MIT professor Michael T. Laub, the Salvador E. Luria Professor in the Department of Biology and an HHMI Investigator, and 21 MIT alumni were named fellows of the American Association for the Advancement of Science for the 2025 class. The recognition, announced in a MIT News release, highlights Laub’s work on how cells process information to regulate growth and immune responses, with bacteria as the model system. The AAAS noted the cohort’s sweeping contributions across 24 disciplinary sections, totaling 449 fellows this year. The distinction underscores a growing convergence between fundamental biology and engineering-driven robotics—places where “bio-informed” ideas increasingly seed humanoid control systems and autonomous decision-making.

The technical punchline from MIT’s own statement is straightforward: Laub’s research into cellular information processing and coevolutionary dynamics informs how living systems regulate information flow and adapt to threats. In practice, that translates to concepts engineers can borrow when designing humanoid controllers that must balance energy efficiency, robustness, and real-time adaptability. While the field remains far from translating cell-scale logic to a robot’s onboard brain, engineers are watching closely how biology handles noisy sensing, feedback loops, and rapid adaptation under resource constraints. Lab-level insights about how information routing scales with complexity can inspire new control architectures that are lighter on compute and more resilient in the real world.

From a humanoid perspective, this is more than a prestige match. It signals that the MIT ecosystem—traditionally strong in biology, computer science, and increasingly, robotics—is continuing to thread disciplines together. The practical takeaway for humanoid developers is not a new actuator or a shiny demo reel, but a reminder that strong, scalable information-processing principles—gleaned from microbial systems—can inform decisions about where to allocate compute, how to structure perception-to-action pipelines, and how to harden systems against adversarial or environmental perturbations. The collaboration potential is high: biology departments feeding into robotics labs, shared tools for simulating information flow, and joint grant opportunities that push research from bench to robot in measured steps.

That measured pace matters. The AAAS fellowship confirms a trend toward deeper interdisciplinary validation rather than splashy, one-off demos. For humanoid programs, the key limitations are still the usual suspects: translatability of cellular or molecular principles to silicon and actuators, ensuring real-time performance, and maintaining reliability in dynamic environments. Translation work—bridging the gap between bench-scale biological insights and field-ready robotics—will require careful framing of what “bio-inspired” actually buys in a humanoid context: meaningful energy savings, smarter perception fusion, or more stable adaptive control under uncertainty.

In sum, the MIT recognition is a quiet but meaningful signal: biology’s information-processing toolkit is increasingly part of the toolkit for building smarter humanoids. The next wave will test how far that toolkit can travel from concept to dependable, real-world robot behavior.

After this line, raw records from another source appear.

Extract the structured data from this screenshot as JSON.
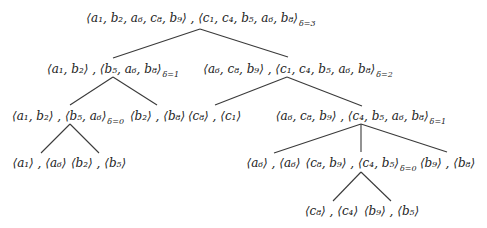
{
  "diagram": {
    "type": "tree",
    "nodes": {
      "root": {
        "label": "⟨a₁, b₂, a₆, c₈, b₉⟩ , ⟨c₁, c₄, b₅, a₆, b₈⟩",
        "delta": "δ=3"
      },
      "l1_left": {
        "label": "⟨a₁, b₂⟩ , ⟨b₅, a₆, b₈⟩",
        "delta": "δ=1"
      },
      "l1_right": {
        "label": "⟨a₆, c₈, b₉⟩ , ⟨c₁, c₄, b₅, a₆, b₈⟩",
        "delta": "δ=2"
      },
      "l2_a": {
        "label": "⟨a₁, b₂⟩ , ⟨b₅, a₆⟩",
        "delta": "δ=0"
      },
      "l2_b": {
        "label": "⟨b₂⟩ , ⟨b₈⟩",
        "delta": ""
      },
      "l2_c": {
        "label": "⟨c₈⟩ , ⟨c₁⟩",
        "delta": ""
      },
      "l2_d": {
        "label": "⟨a₆, c₈, b₉⟩ , ⟨c₄, b₅, a₆, b₈⟩",
        "delta": "δ=1"
      },
      "l3_a": {
        "label": "⟨a₁⟩ , ⟨a₆⟩",
        "delta": ""
      },
      "l3_b": {
        "label": "⟨b₂⟩ , ⟨b₅⟩",
        "delta": ""
      },
      "l3_c": {
        "label": "⟨a₆⟩ , ⟨a₆⟩",
        "delta": ""
      },
      "l3_d": {
        "label": "⟨c₈, b₉⟩ , ⟨c₄, b₅⟩",
        "delta": "δ=0"
      },
      "l3_e": {
        "label": "⟨b₉⟩ , ⟨b₈⟩",
        "delta": ""
      },
      "l4_a": {
        "label": "⟨c₈⟩ , ⟨c₄⟩",
        "delta": ""
      },
      "l4_b": {
        "label": "⟨b₉⟩ , ⟨b₅⟩",
        "delta": ""
      }
    },
    "edges": [
      [
        "root",
        "l1_left"
      ],
      [
        "root",
        "l1_right"
      ],
      [
        "l1_left",
        "l2_a"
      ],
      [
        "l1_left",
        "l2_b"
      ],
      [
        "l1_right",
        "l2_c"
      ],
      [
        "l1_right",
        "l2_d"
      ],
      [
        "l2_a",
        "l3_a"
      ],
      [
        "l2_a",
        "l3_b"
      ],
      [
        "l2_d",
        "l3_c"
      ],
      [
        "l2_d",
        "l3_d"
      ],
      [
        "l2_d",
        "l3_e"
      ],
      [
        "l3_d",
        "l4_a"
      ],
      [
        "l3_d",
        "l4_b"
      ]
    ]
  }
}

What we’re watching next in humanoids

  • Cross-disciplinary projects: Look for MIT labs combining bacterial information-processing insights with neuromorphic or event-driven humanoid controllers; quantify energy-per-inference gains and latency implications.
  • Field-ready translation: Expect pilot collaborations that push bio-inspired control algorithms from the lab to controlled environments, then to real-world settings (humanoid labs, clinics, or factories) with clear performance metrics.
  • Reliability hurdles: Pay attention to how researchers address time-constant mismatches between biological processes and robotic actuators, as well as robustness to sensor noise and cyber-physical threats.
  • Funding and collaboration signals: Track joint grants or consortia that formalize biology-robotics partnerships at MIT and adjacent institutions, signaling a durable, funded path from discovery to deployment.
  • Practical yardsticks: Benchmarks that compare traditional control architectures against bio-informed approaches in terms of compute load, power draw, and fault tolerance.
  • Sources

  • Professor Michael Laub and MIT alumni named 2025 AAAS Fellows

  • Newsletter

    The Robotics Briefing

    A daily front-page digest delivered around noon Central Time, with the strongest headlines linked straight into the full stories.

    No spam. Unsubscribe anytime. Read our privacy policy for details.